Assessing marketability is more nuanced. It depends on a wide variety of explicit and hidden factors: how relevant are your skills, how healthy is your industry, how much experience have you had vs. other people. Even your age, gender, sexual orientation, level of education, problem solving skills, creativity, physical appearance, and personality may have an impact on your getting the next job.
Understanding how marketable you are is important for two reasons: it gives you an idea of what you could bring to any new job (mostly soft skills), and it also assesses what your chances are to get a job like your old one back (primarily, job or industry specific experiences and competencies). Ease of cultural fit is also something that you need to assess which applies in both cases.
Assuming that you have the financial freedom and you are marketable, then you can skip to the end to find your purpose. If you don’t have both, then you need to read the next 2 paragraphs.
It’d be a mistake for you to leave your current job just because you feel stuck. Utilize your current job to get the financial freedom you need and at least enough soft skills to start in an entry position in any industry. Better yet, also continue to acquire job or industry competencies that will still be relevant and expected 2 years from the day you leave your job.
By approaching your current job this way, you give yourself a reason to care about what you do… which is to earn your freedom and improve your marketability. Sure, you don’t love your job, but you love yourself. This is a way for you to turn the currently meh situation into something that has a short-term purpose, with the side benefit of ensuring that you aren’t miserable in the future because you’ve run out of money and can’t even get a job like the current one back. We don’t want you to go from Meh to Regretful.
Ok, now the romantic part: finding your purpose, and possibly yourself, in the process.
To do this properly, you need to be patient. It’s unlikely to happen overnight, or else it would have happened already. With the financial freedom you have and the knowledge that you could get at least a job like your current job back, untether yourself from the current situation. Resign respectfully, without burning bridges, and go spend time thinking about what your purpose is. Lots of people say go travel, or go home, or go… whatever, yes yes yes. The important thing is to extract yourself from the current situation, change your physical environment and mental state so that you aren’t repeating the same pattern minus the going to work everyday part. After all, you’re paying for you to live, so get out of bed and your old life so you can start a new one.

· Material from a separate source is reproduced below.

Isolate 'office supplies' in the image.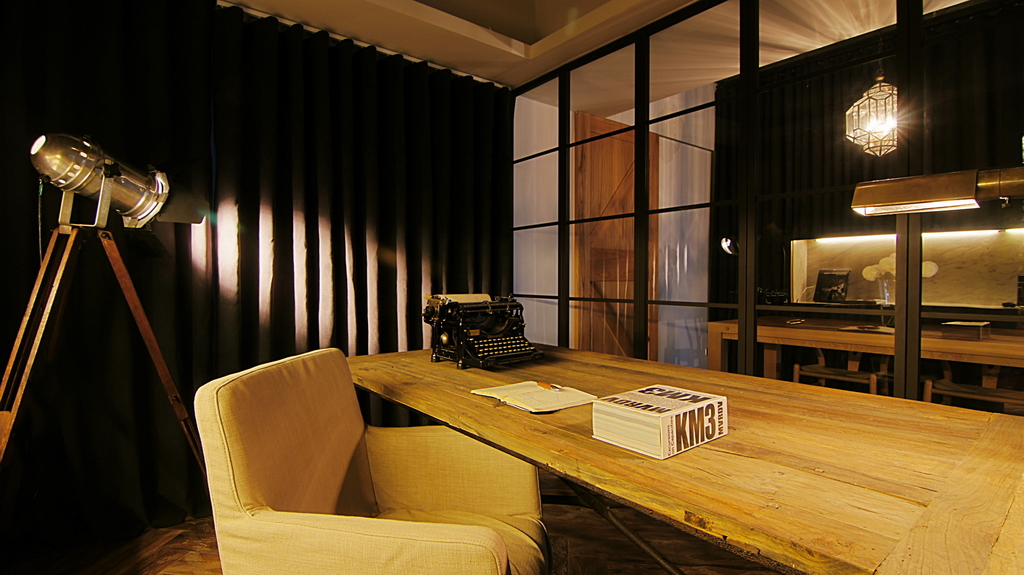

When I was in my late 20s, I had the exact same feeling as you. And after I had established financial freedom and understood my marketability, I resigned from Microsoft and to find my purpose for almost 2 years. During that time, I interacted with theater people instead of software engineers, I went to Europe and travelled all over the US, I moved from Seattle down to Los Angeles, and I read books about directing, writing, and cinematography.
I felt my purpose was to make movies, and I had enough soft skills to start as a Production Assistant, which is the entry level position in the film industry. But because I had the financial freedom to give me the time to think, and confidence that I could get a job like my old job back, I eventually came to the realization that making movies was a job–but it wasn’t my purpose. What my purpose was, and still is to this day, is storytelling. Yes, storytelling using movies, but also words, photos, videos, advertising, speeches, presentations, blogs, YouTube… whatever. As long as the story I tell could move, enlighten, entertain, enthrall, inform, educate… and so on, I could be happy.
After I found my purpose, my first job back was similar to the old Microsoft job I had. I was paid well to build software, this time for Ralph Lauren and NBC’s joint venture, Polo.com. Within a short period of time I became the Chief Technology Officer. But when I got there I knew that it’d be my last job as a tech guy, because I wanted to be a storyteller. So when I finished rebuilding Polo.com’s e-commerce platform, I left and began my 2nd career as a storyteller, as a Senior Director of Marketing for Microsoft. Moving from tech into marketing was easy for me because I knew what skills I didn’t have. In my last tech job I actively learned how marketers in the fashion industry told stories about their clothes for each season, and I used that knowledge in my new job as a marketer.
Marketers can be driven by many things: data, product, story, channel, price, competition, brand, etc. I leveraged the fact that I was good in math and knew how to build products to cover the basics, all so that it’d I’d have the opportunities to hone my skills as a brand- and story-driven marketer.
It took me nearly 20 years to transition into the full-fledged storyteller that I am today. But the journey wasn’t painful, and it needn’t be for you either if you start with an honest assessment of your financial needs and marketability.